In this EXTENDED interview, Norwegian novelist Karl Ove Knausgaard talks about his autobiographical novel, “My Struggle,” as well as his unorthodox approach to writing.
In this EXTENDED interview, Norwegian novelist Karl Ove Knausgaard talks about his autobiographical novel, “My Struggle,” as well as his unorthodox approach to writing.
Cognitive researcher Douglas Hofstadter explains how gendered words and phrases — like using "guys" to refer to mixed company — can oftentimes reinforce sexist attitudes.
Producer Charles Monroe-Kane lives a few blocks from the house where an Afrian-American teenager was recently killed by a white police officer. The impacts of the shooting have been rippling through the mixed-race neighborhood. Charles and his family are whiet. Here's how they are responding.
Robert Gordon tells Steve Paulson that he discovered the great Black Blues players while still a white boy in high school and that the racial complexities of Memphis have always been at the heart of its music.
Fed Reserve Chairman Ben Bernake may wield more power over the economy than anyone else, even though he was never elected. Washington Post journalist Neil Irwin takes us inside the elite club of the world's leading central bankers.
Listen to some of the voices from the Occupy Wall Street protest at 60 Wall Street in New York.
Jonathan Lethem talks to Steve Paulson about "The Exegesis of Philip K. Dick." The book is based on thousands of pages of notes and journal entries that the legendary science-fiction writer, Dick, kept after a series of visionary experiences.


Task to carry out >> Would you transcribe each entry exactly as it stands, omitting the pictures?

Working data >>
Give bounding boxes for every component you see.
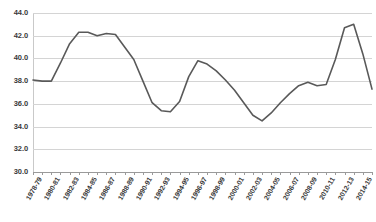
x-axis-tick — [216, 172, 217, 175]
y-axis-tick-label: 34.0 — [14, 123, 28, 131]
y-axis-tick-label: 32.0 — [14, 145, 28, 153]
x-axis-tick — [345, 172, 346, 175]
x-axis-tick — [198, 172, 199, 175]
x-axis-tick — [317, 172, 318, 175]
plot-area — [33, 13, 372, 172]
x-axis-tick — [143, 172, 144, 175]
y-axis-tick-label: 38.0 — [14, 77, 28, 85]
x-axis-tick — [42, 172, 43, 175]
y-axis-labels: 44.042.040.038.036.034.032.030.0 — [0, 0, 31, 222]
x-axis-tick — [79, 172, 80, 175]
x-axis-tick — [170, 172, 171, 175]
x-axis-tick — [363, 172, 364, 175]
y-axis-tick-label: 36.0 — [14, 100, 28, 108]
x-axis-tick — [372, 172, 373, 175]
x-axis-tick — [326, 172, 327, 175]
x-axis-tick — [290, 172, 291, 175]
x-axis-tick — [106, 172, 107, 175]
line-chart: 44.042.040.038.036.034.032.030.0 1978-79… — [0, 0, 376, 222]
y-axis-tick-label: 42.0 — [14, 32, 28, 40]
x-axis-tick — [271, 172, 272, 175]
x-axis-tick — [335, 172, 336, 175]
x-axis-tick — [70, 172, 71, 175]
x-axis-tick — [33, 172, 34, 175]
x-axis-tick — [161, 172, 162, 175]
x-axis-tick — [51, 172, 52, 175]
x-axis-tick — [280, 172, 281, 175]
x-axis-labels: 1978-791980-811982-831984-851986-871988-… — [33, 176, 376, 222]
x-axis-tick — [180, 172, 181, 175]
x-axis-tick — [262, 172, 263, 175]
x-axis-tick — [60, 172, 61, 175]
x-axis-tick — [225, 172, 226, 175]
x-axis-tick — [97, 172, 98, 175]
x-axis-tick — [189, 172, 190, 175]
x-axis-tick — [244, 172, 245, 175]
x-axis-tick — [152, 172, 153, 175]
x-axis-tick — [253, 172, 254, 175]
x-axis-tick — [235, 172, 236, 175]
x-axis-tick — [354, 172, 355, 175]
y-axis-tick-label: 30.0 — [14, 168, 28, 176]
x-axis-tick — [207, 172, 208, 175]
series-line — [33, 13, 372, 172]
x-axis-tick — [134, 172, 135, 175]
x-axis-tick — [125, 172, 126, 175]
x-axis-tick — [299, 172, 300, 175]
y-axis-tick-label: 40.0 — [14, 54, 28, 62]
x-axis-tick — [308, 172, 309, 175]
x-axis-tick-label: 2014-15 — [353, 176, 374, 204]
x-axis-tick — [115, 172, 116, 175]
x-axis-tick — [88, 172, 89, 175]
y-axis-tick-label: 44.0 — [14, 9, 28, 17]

Answer box >>
Give bounding boxes for every component you see.
x-axis-tick — [216, 172, 217, 175]
y-axis-tick-label: 34.0 — [14, 123, 28, 131]
y-axis-tick-label: 32.0 — [14, 145, 28, 153]
x-axis-tick — [345, 172, 346, 175]
x-axis-tick — [198, 172, 199, 175]
x-axis-tick — [317, 172, 318, 175]
plot-area — [33, 13, 372, 172]
x-axis-tick — [143, 172, 144, 175]
y-axis-tick-label: 38.0 — [14, 77, 28, 85]
x-axis-tick — [42, 172, 43, 175]
y-axis-labels: 44.042.040.038.036.034.032.030.0 — [0, 0, 31, 222]
x-axis-tick — [79, 172, 80, 175]
x-axis-tick — [170, 172, 171, 175]
x-axis-tick — [363, 172, 364, 175]
y-axis-tick-label: 36.0 — [14, 100, 28, 108]
x-axis-tick — [372, 172, 373, 175]
x-axis-tick — [326, 172, 327, 175]
x-axis-tick — [290, 172, 291, 175]
x-axis-tick — [106, 172, 107, 175]
line-chart: 44.042.040.038.036.034.032.030.0 1978-79… — [0, 0, 376, 222]
y-axis-tick-label: 42.0 — [14, 32, 28, 40]
x-axis-tick — [271, 172, 272, 175]
x-axis-tick — [335, 172, 336, 175]
x-axis-tick — [70, 172, 71, 175]
x-axis-tick — [33, 172, 34, 175]
x-axis-tick — [161, 172, 162, 175]
x-axis-tick — [51, 172, 52, 175]
x-axis-tick — [280, 172, 281, 175]
x-axis-labels: 1978-791980-811982-831984-851986-871988-… — [33, 176, 376, 222]
x-axis-tick — [180, 172, 181, 175]
x-axis-tick — [262, 172, 263, 175]
x-axis-tick — [60, 172, 61, 175]
x-axis-tick — [225, 172, 226, 175]
x-axis-tick — [97, 172, 98, 175]
x-axis-tick — [189, 172, 190, 175]
x-axis-tick — [244, 172, 245, 175]
x-axis-tick — [152, 172, 153, 175]
x-axis-tick — [253, 172, 254, 175]
x-axis-tick — [235, 172, 236, 175]
x-axis-tick — [354, 172, 355, 175]
y-axis-tick-label: 30.0 — [14, 168, 28, 176]
x-axis-tick — [207, 172, 208, 175]
series-line — [33, 13, 372, 172]
x-axis-tick — [134, 172, 135, 175]
x-axis-tick — [125, 172, 126, 175]
x-axis-tick — [299, 172, 300, 175]
y-axis-tick-label: 40.0 — [14, 54, 28, 62]
x-axis-tick — [308, 172, 309, 175]
x-axis-tick-label: 2014-15 — [353, 176, 374, 204]
x-axis-tick — [115, 172, 116, 175]
x-axis-tick — [88, 172, 89, 175]
y-axis-tick-label: 44.0 — [14, 9, 28, 17]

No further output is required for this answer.